Large banking organisations simply avoid lending to SMEs. It is too hard; they are not close to them, they can’t get guaranteed collateral, and the large legal costs for structures like Special Purpose Vehicles (SPVs) limit the minimum amounts that can be raised.

Covid-19 & Lending Simulus

But then in 2019 the world changed. With Covid stifling economic growth, like many other countries, the UK government stepped in with ‘bounce-back’ loans to help SMEs survive. The pandemic had brought renewed attention to both the struggles and importance of SMEs, and intensified the demand for a sustainable solution. The immediate and significant results of this SME lending was clear for everyone to see through visible SME investments, particularly in the hospitality sector.

Community & Local Banks: The Lost Solution

So if Covid has shown that we need a sustainable way to close the SME financing gap, what’s the solution? Interestingly, we once had this solution, but have allowed it to slowly slip away. Years ago lending in the UK was accessed through your local regional bank. The bank manager knew about your business and they lent based on trust and relationships. Borrowers were incentivised to repay loans to protect their local reputation and prevent being cut-off from a readily accessible funding source.

However, over the last three decades the UK banking market, mirroring developments across the globe, has consolidated and become monopolised by its largest members. These big banks no longer have contact with their community and prefer to lend to the large institutions or against assets. They have forgotten what good lending is all about - community. We’ve lost the fact that lending happened within a community and that the community trusted it to be repaid. In return, the community got a profit on their investment to pay for retirement, value creation in the form of assets, and job and wealth creation for its members. It was a system that worked for the majority, not just the few.

Anecdotal Evidence vs. Research

My experiences and anecdotal evidence are all very well, but were not quite enough for me to commit the next few decades to solving this problem. I wanted to find out what the academic and banking experts such as the World Bank and International Finance Corporation (IFC) knew and thought about the problem. Spoiler alert - they think it’s a BIG problem !

SMEs represent over 90% of businesses worldwide and are estimated to be responsible for 50-70% of employment globally. According to the World Bank formal SMEs are estimated to contribute up to 40% of GDP in emerging economies and 7 out of 10 jobs in those economies are created by SMEs. The IFC estimates that 65 million firms, or 40%-50% of formal micro, small and medium enterprises (MSMEs) in developing countries, have an unmet financing need of $5.2 trillion every year.
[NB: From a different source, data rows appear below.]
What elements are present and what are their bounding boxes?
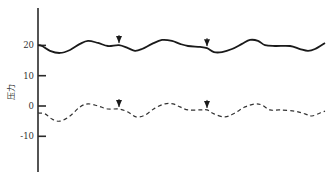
y-tick-label: 0 — [29, 101, 34, 111]
arrow-down-icon — [204, 100, 210, 108]
y-axis-title: 压力 — [6, 84, 16, 100]
series-group — [38, 40, 325, 122]
arrow-down-icon — [116, 99, 122, 107]
y-tick-label: 10 — [23, 71, 34, 81]
dashed-line — [38, 103, 325, 121]
arrow-down-icon — [116, 35, 122, 43]
arrow-down-icon — [204, 38, 210, 46]
y-ticks: 20100-10 — [20, 40, 46, 141]
y-tick-label: -10 — [20, 131, 34, 141]
solid-line — [38, 40, 325, 53]
y-tick-label: 20 — [23, 40, 34, 50]
pressure-chart: 20100-10 压力 — [0, 0, 333, 181]
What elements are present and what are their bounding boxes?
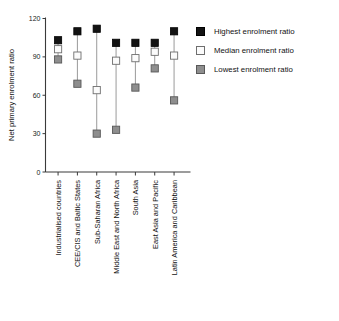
filled-square-swatch-icon [196,27,205,36]
legend-label-lowest: Lowest enrolment ratio [214,66,293,74]
data-point-median [170,52,177,59]
y-tick-label: 30 [33,130,41,137]
data-point-lowest [74,80,81,87]
data-point-median [54,46,61,53]
data-point-median [74,52,81,59]
y-tick-label: 0 [37,169,41,176]
data-point-highest [54,37,61,44]
open-square-swatch-icon [196,46,205,55]
y-tick-label: 120 [29,15,41,22]
data-point-lowest [132,84,139,91]
chart-legend: Highest enrolment ratio Median enrolment… [196,22,334,79]
x-axis-category-label: East Asia and Pacific [151,180,160,249]
x-axis-category-labels: Industrialised countriesCEE/CIS and Balt… [54,179,179,275]
x-axis-category-label: South Asia [131,179,140,215]
data-series-layer [54,25,177,137]
data-point-highest [112,39,119,46]
grey-square-swatch-icon [196,65,205,74]
data-point-lowest [112,126,119,133]
legend-item-median: Median enrolment ratio [196,41,334,60]
legend-item-lowest: Lowest enrolment ratio [196,60,334,79]
data-point-lowest [54,56,61,63]
data-point-lowest [151,65,158,72]
y-tick-label: 60 [33,92,41,99]
data-point-highest [151,39,158,46]
x-axis-category-label: Latin America and Caribbean [170,180,179,275]
data-point-lowest [93,130,100,137]
data-point-highest [93,25,100,32]
x-axis-category-label: Middle East and North Africa [112,179,121,274]
data-point-highest [170,28,177,35]
data-point-median [132,55,139,62]
legend-item-highest: Highest enrolment ratio [196,22,334,41]
y-tick-label: 90 [33,53,41,60]
data-point-median [93,87,100,94]
legend-label-highest: Highest enrolment ratio [214,28,295,36]
data-point-highest [132,39,139,46]
x-axis-category-label: CEE/CIS and Baltic States [73,180,82,267]
data-point-median [112,57,119,64]
y-axis-title: Net primary enrolment ratio [7,49,16,141]
x-axis-category-label: Industrialised countries [54,180,63,256]
data-point-lowest [170,97,177,104]
legend-label-median: Median enrolment ratio [214,47,294,55]
enrolment-ratio-chart: 0306090120 Industrialised countriesCEE/C… [0,0,339,321]
x-axis-category-label: Sub-Saharan Africa [93,179,102,244]
data-point-highest [74,28,81,35]
x-axis [46,172,191,176]
y-axis: 0306090120 [29,15,46,176]
data-point-median [151,48,158,55]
The average US savings account APR is 0.07% whilst there is $5.4 trillion of unmet developing nation debt –– surely there must be a solution to bridge this gap to benefit everyone?

My research showed that the vast majority of international economic, governmental and trade organisations saw the problem and the opportunity. Small and medium-size enterprises are the world’s growth engine –– helping SMEs to grow means providing opportunity to a significant proportion of the world’s population.
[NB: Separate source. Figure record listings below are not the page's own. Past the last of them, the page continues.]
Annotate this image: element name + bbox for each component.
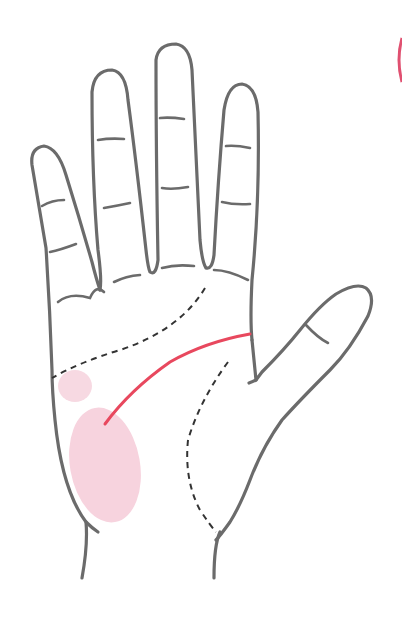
palm-illustration <box>0 0 402 625</box>
dashed-life-line <box>187 362 228 532</box>
dashed-head-line <box>52 288 205 378</box>
finger-creases <box>42 118 328 343</box>
small-mount <box>58 370 92 402</box>
large-mount <box>60 402 149 528</box>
The Reform Infrastructure Is Here: Ethereum

Ten years after my trip to Uganda I got involved in investing and learning about crypto, inspired by Satoshi’s genius and the clarion call from the Bitcoin community –– Don’t Trust, Verify.

A plausible foundation from which to solve the SME lending gap started to emerge. Smartphone global coverage is large and still growing, banking has gone digital and crypto is here with its open and frictionless financial system. In Africa, using a mobile phone to jump onto Binance to buy crypto currency from a Mpesa wallet is becoming incredibly easy, giving a simple on and off-ramp from fiat to crypto currencies.

Then the key breakthrough - I realised that in Ethereum lies the building blocks to construct an open, scalable lending platform, to connect funds to those that can use them most effectively, and to optimise financial returns and social impact for the borrowers.

So by the start of 2022, after a long journey of discovery, I knew I had everything I needed to found Sapling, modernising the traditional way of lending, based on relationships and community to build trust –– Trust, Once Verified Through Community.

We’re not naive. We realise that not everything can be encoded, we have to create ways to build trust with each other. However, we believe that by building Sapling we can create the solution that allows borrowers time to build a public track record which can be verified by anyone who wants to lend to them.

The unsecured lending that SMEs need is already working within the Ethereum ecosystem. Sapling will build on that success with new protocol mechanics to bring the lenders closer to borrowers on-chain and through our community.

Sapling Protocol is the open source community-owned permissionless lending platform.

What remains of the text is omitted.